Many of Memorial Grove's features are meant to blend in with the natural surroundings of Golden Gate Park. A new design will be added if the board of the National AIDS Memorial can raise enough money to construct it.
Photos courtesy of aidsmemorial.org

The National AIDS Memorial Grove, located on seven-acres in San Francisco's Golden Gate Park, will likely get a new addition soon. Two hundred architects, designers, artists, landscape architects and students participated in a competition to develop a design that would give visitors to the site a deeper understanding of the 20 million lives lost to AIDS in the past 25 years. Entries came from 21 states and 24 countries. Five finalists were chosen and the winning design will be announced in April. If funding can be acquired, the winning team will then get to see its ideas come to life.

Among the finalists is Melissa Cate Christ, a landscape architect based in Toronto. She proposed building a 20-foot-high pile of small rocks that visitors could take and move to make small memorials throughout the grove. The pile would eventually change and get smaller over the years until eventually, just a ring of stones would remain where the pyramid used to be.

Other finalists' designs include a tangle of red, interconnected tubes, and a swarm of hummingbirds, developed by Raveevarn Cholsombatchi, Jacob Atherton, Michael Eggers and Andrew Shanken, all from the Bay area; a wire-mesh wall that would serve as a framework for mementos, designed by Andrew Thurlow and Maia Small of Rhode Island; a pocket of black fiberglass poles and a sidewalk of charred wood, designed by Janette Kim and Chloe Town of New York; and an installation of 24 polished, stainless steel spheres, each engraved with a number to indicate the lives lost each year to the disease, proposed by Shinya Uehara and Chantelle Brewer of Chicago.

There has been some disagreement over whether the final design should be in keeping with the natural setting of the grove, or be more of a stand-out piece of architecture. Opponents of the latter, including Alice Russell-Shapiro, a landscape architect and founder of the Grove, argue that a grand monument would take away from the dignity and graveness of the site.

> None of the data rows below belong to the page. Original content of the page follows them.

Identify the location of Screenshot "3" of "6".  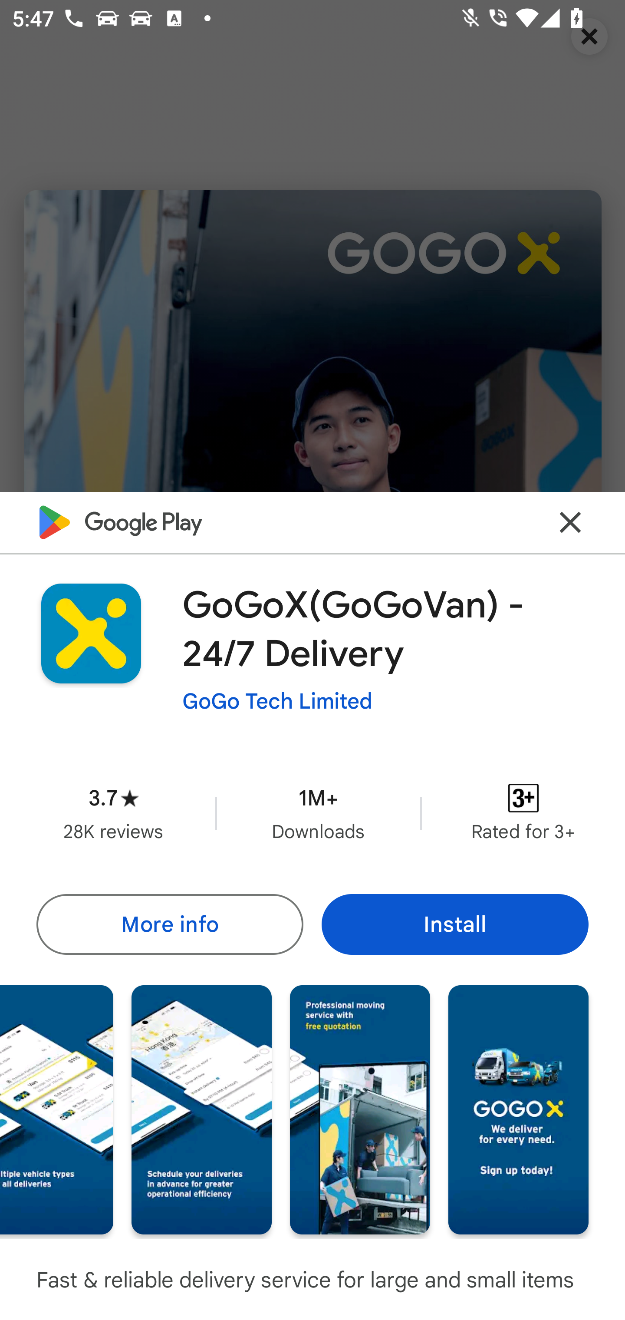
(56, 1109).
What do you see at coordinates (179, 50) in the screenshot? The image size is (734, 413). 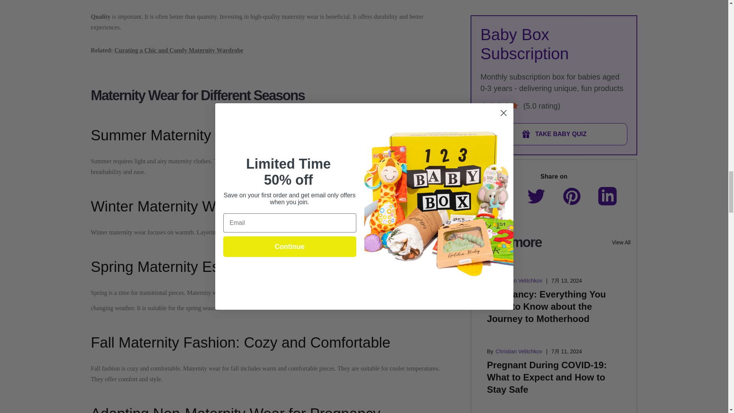 I see `Curating a Chic and Comfy Maternity Wardrobe` at bounding box center [179, 50].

The National AIDS Memorial Grove was conceived in 1989 by a small group of San Franciscans who had lost loved ones to AIDS. Development of the Grove began in 1991. People come from all over the country and the world to enjoy the greenery, to hold private services, and to volunteer at monthly workdays. The Grove is governed by a board of directors who have signed a 99-year renewable agreement with the City of San Francisco through the San Francisco Recreation and Park Department to maintain it in perpetuity. The Grove is a project of the Tides Center, a non-profit corporation dedicated to social service and stewardship of the natural environment.